Submission Education · 8 min read
Dofollow Vs Nofollow Directory Links
A founder-friendly guide to dofollow vs nofollow directory links, what each one means, and why startups should not evaluate directories on link attributes alone.
Published 2026-04-07 · Updated 2026-04-07
Many founders fixate on whether a directory link is dofollow or nofollow, but that is usually too narrow a way to evaluate the opportunity. Link attributes matter, but they are not the only thing that determines whether a directory is worth targeting.
What dofollow and nofollow actually mean
At a simple level, dofollow links are links that search engines can use more directly in their crawling and ranking models, while nofollow links signal a different treatment. Founders often reduce this to 'dofollow good, nofollow bad,' but that framing is incomplete.
A nofollow link can still send referral traffic, create branded visibility, and place your product in front of real users. A dofollow link from a weak directory may do far less than a nofollow listing on a respected platform.
Why founders overfocus on link attributes
Because link attributes feel measurable and easy. When founders do not yet know how to evaluate directory quality, dofollow becomes a shortcut metric.
The problem is that shortcut metrics often lead to poor decisions. A directory should first be judged by relevance, maintenance, and real usefulness. Link attributes come after that.
When nofollow listings still matter
Nofollow listings still matter when the directory has strong audience intent, high credibility, or strong brand discovery value. They can still help users find the startup and strengthen the overall brand footprint online.
For early-stage companies, that kind of visibility can matter a lot even before you isolate the direct SEO effect of the link attribute itself.
When dofollow still deserves attention
Dofollow directory links can be valuable when they come from quality pages on relevant directories that are likely to stay live and be indexed. Those placements can contribute to the foundational link profile of a new site.
The mistake is treating dofollow as the only criterion. Quality comes first. The attribute is secondary.
How founders should evaluate directories instead
A better framework is: relevance, maintenance, discoverability, editorial quality, and then link attributes. That order prevents low-value directories from being promoted simply because they promise a certain type of link.
In practice, a balanced submission strategy often includes both dofollow and nofollow listings because the broader visibility picture matters too.
Final takeaway
Dofollow vs nofollow matters, but not enough to replace real judgment. Founders who obsess over the attribute and ignore the actual quality of the directory usually make weaker submission decisions.
The better strategy is to prioritize strong directories first and treat link attributes as one variable, not the whole decision.
Frequently Asked Questions
Are dofollow directory links better for SEO than nofollow ones?
In a narrow technical sense, dofollow links are usually more desirable. But in practical startup marketing, directory quality and relevance matter more than the attribute alone.
Should founders ignore nofollow startup directories?
No. Nofollow directories can still create brand visibility, referral traffic, and useful discovery value, especially if real users browse them.
How should founders evaluate directories if not by link type alone?
Use a broader framework that includes relevance, maintenance, editorial quality, likely traffic value, and only then link attributes.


▶ What the exercise asks:
Within the records below, find the line with "Locate an element" and the line with "Task: Click on", then reproduce exactly those two lines and all lines between them, without any picture.

▶ Available data:
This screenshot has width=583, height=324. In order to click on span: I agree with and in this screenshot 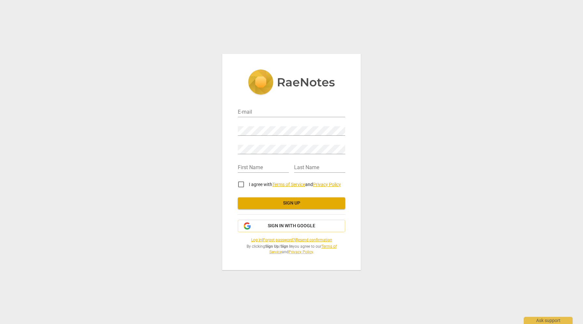, I will do `click(295, 185)`.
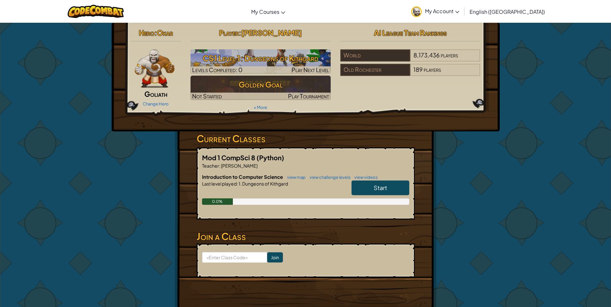 The image size is (611, 307). I want to click on span: (Python), so click(271, 158).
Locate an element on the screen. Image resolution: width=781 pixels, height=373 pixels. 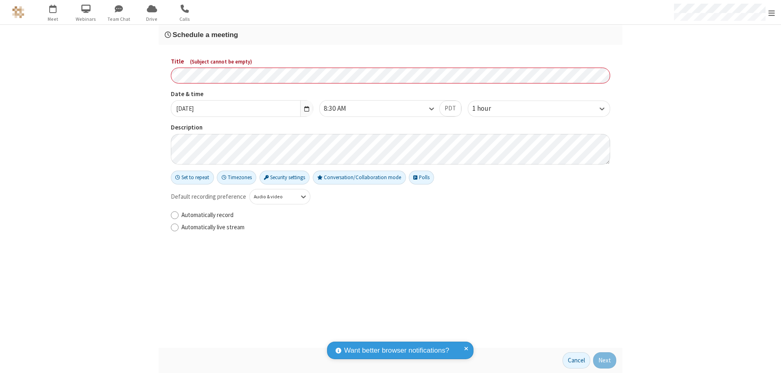
label: Date & time is located at coordinates (242, 94).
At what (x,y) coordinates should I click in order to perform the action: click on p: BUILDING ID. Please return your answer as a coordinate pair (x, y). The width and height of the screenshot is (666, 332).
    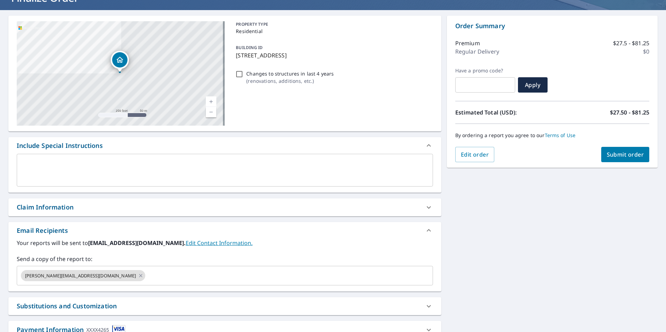
    Looking at the image, I should click on (249, 47).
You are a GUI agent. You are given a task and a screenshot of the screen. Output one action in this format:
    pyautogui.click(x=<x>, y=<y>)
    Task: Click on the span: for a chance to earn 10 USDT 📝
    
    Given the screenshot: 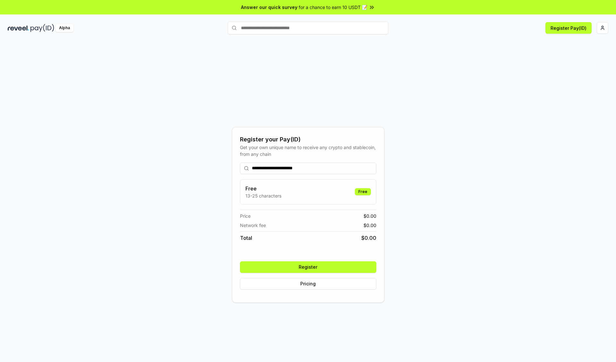 What is the action you would take?
    pyautogui.click(x=333, y=7)
    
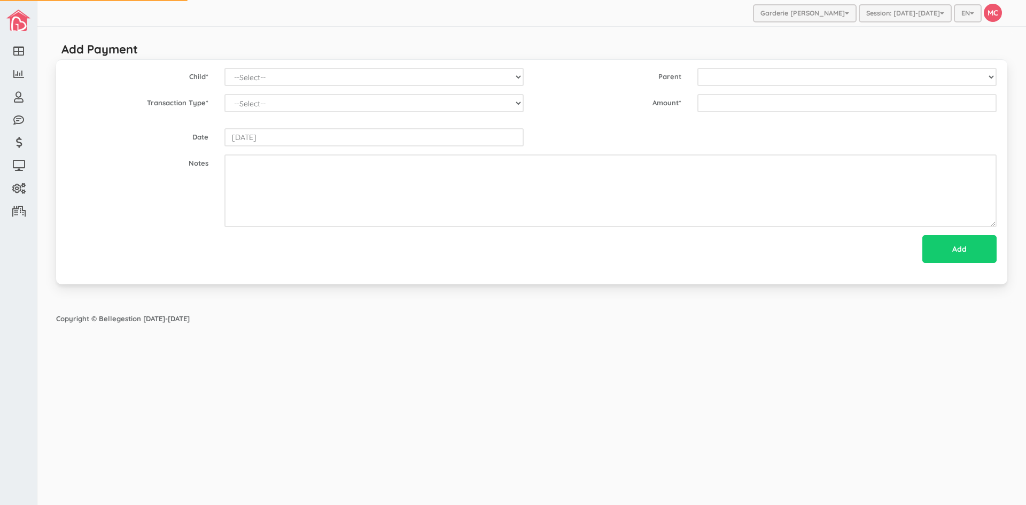 This screenshot has height=505, width=1026. I want to click on img: image, so click(18, 20).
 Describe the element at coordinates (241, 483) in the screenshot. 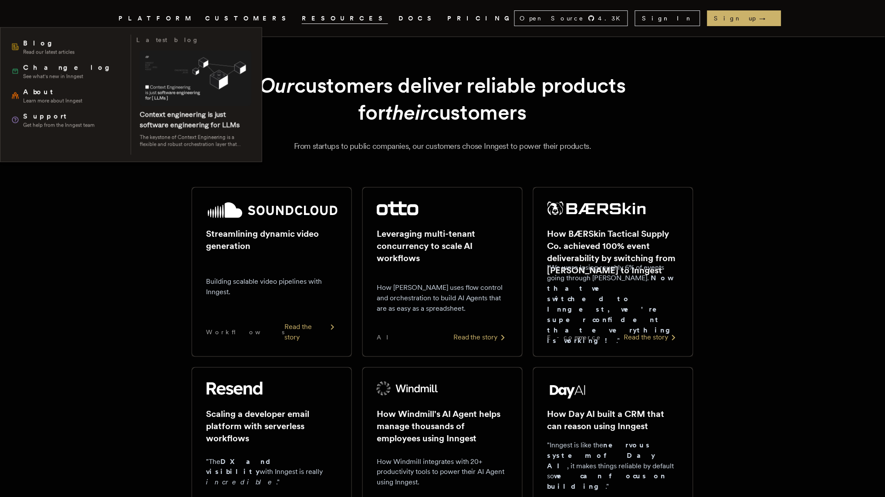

▶ Written response:
Locate an element on the screen. Image resolution: width=781 pixels, height=373 pixels. 
label: Date & time is located at coordinates (242, 94).
At what (x,y) coordinates should I click in order to perform the action: click on p: BUILDING ID. Please return your answer as a coordinate pair (x, y). The width and height of the screenshot is (666, 332).
    Looking at the image, I should click on (249, 47).
You are a GUI agent. You are given a task and a screenshot of the screen. Output one action in this format:
    pyautogui.click(x=<x>, y=<y>)
    Task: Click on the span: for a chance to earn 10 USDT 📝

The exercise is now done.